Reduced Shannon diversity, increased clonality and increased convergence of TCRs have been suggested to reflect clonal expansion of antigen-specific T-cells in the tumour microenvironment and correlated with improved response rate (RR), progression free survival (PFS) and overall survival (OS). Moreover, increased clonality has been linked with increased risk of developing immune related toxicity. We aim to correlate TCR repertoire features with overall response rate RR, PFS, OS and adverse events in peripheral blood of NSCLC patients (with PDL1≥50%) treated with first line single agent pembrolizumab.

Methods

We prospectively collected baseline blood from 50 NSCLC patients treated with pembrolizumab. High quality DNA was extracted and TCR sequencing was performed. TCR repertoir variables were correlated with RR, PFS, OS and immune related toxicity.

Results

Our data matured for 29 patients with a follow-up of at least 18 months.

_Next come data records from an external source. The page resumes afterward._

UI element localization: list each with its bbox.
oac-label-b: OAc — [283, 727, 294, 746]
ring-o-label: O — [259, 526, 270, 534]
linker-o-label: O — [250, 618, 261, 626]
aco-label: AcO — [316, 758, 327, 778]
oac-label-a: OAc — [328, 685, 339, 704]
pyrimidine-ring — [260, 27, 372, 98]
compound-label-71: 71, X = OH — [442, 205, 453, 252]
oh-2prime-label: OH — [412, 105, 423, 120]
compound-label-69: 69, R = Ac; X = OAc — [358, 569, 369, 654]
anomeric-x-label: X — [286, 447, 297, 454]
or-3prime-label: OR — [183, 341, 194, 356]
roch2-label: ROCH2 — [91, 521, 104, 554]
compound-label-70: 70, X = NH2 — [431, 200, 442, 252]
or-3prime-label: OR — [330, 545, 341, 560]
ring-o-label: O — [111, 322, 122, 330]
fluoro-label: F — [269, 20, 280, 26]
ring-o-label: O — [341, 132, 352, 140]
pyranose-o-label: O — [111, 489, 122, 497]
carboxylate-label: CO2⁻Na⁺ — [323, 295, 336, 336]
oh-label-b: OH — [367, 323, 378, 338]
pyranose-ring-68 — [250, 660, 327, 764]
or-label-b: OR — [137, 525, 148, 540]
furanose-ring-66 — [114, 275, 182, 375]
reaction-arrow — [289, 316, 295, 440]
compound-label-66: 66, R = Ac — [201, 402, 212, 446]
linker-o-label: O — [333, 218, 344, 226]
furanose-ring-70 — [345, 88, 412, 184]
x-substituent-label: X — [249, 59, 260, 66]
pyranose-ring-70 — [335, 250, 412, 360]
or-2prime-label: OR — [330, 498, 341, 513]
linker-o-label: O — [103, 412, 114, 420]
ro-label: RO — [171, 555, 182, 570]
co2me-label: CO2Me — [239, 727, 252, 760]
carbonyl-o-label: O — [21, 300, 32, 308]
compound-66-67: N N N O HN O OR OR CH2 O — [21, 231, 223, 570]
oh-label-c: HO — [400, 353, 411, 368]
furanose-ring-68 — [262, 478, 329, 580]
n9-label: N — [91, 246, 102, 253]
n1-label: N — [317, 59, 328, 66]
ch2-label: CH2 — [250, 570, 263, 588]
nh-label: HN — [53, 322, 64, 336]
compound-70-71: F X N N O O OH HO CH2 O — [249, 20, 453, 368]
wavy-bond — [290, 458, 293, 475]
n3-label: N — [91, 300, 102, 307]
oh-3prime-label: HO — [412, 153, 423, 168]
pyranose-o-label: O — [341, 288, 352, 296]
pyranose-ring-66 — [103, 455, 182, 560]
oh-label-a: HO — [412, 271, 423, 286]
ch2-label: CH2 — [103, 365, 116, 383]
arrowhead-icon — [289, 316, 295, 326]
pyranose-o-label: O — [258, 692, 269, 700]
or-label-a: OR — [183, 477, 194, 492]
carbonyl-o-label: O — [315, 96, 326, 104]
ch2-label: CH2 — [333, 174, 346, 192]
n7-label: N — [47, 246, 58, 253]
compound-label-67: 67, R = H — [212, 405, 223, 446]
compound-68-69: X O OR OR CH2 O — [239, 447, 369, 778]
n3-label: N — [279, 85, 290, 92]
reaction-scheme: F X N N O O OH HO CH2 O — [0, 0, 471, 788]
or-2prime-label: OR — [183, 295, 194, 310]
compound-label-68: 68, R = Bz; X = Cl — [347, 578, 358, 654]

We found that reduced number of unique clones and reduced Shannon diversity was associated with improved RR to pembrolizumab (P = 0.038, 0.021 respectively). 3 TCR families (TRBV6-4, TRBV10-2 and TRBV10-3) were observed to occur more frequently among non-responders comparing to responders (P=0.018, 0.046 and 0.018 respectively). Moreover, there was a significantly longer PFS in patients with reduced number of unique clones (HR = 0.40, P = 0.040), reduced Shannon diversity (HR = 0.44, P = 0.044), reduced Evenness (HR = 0.31, P = 0.033) and elevated clonality (HR = 2.45, P = 0.044). None of these parameters were statically significant in relation to OS. On the other hand, reduced evenness was associated with increased risk of immune related toxicity (P=0.017).

Conclusions

Increased pre-treatment TCR clonality and reduced diversity are associated with improved RR and PFS, but not OS in NSCLC patients with high PD-L1 treated with pembrolizumab monotherapy. Reduced eveness and increased clonality was correlated with increased risk of immune related adverse events. Further maturation of this cohort will demonstrate whether the circulating pre-treatment TCR repertoire is a prognostic factor for immune checkpoint inhibition.

Clinical trial identification

Editorial acknowledgement

Legal entity responsible for the study

The authors.

Funding

The Australasian Lung Cancer Trials Group.

Disclosure

All authors have declared no conflicts of interest.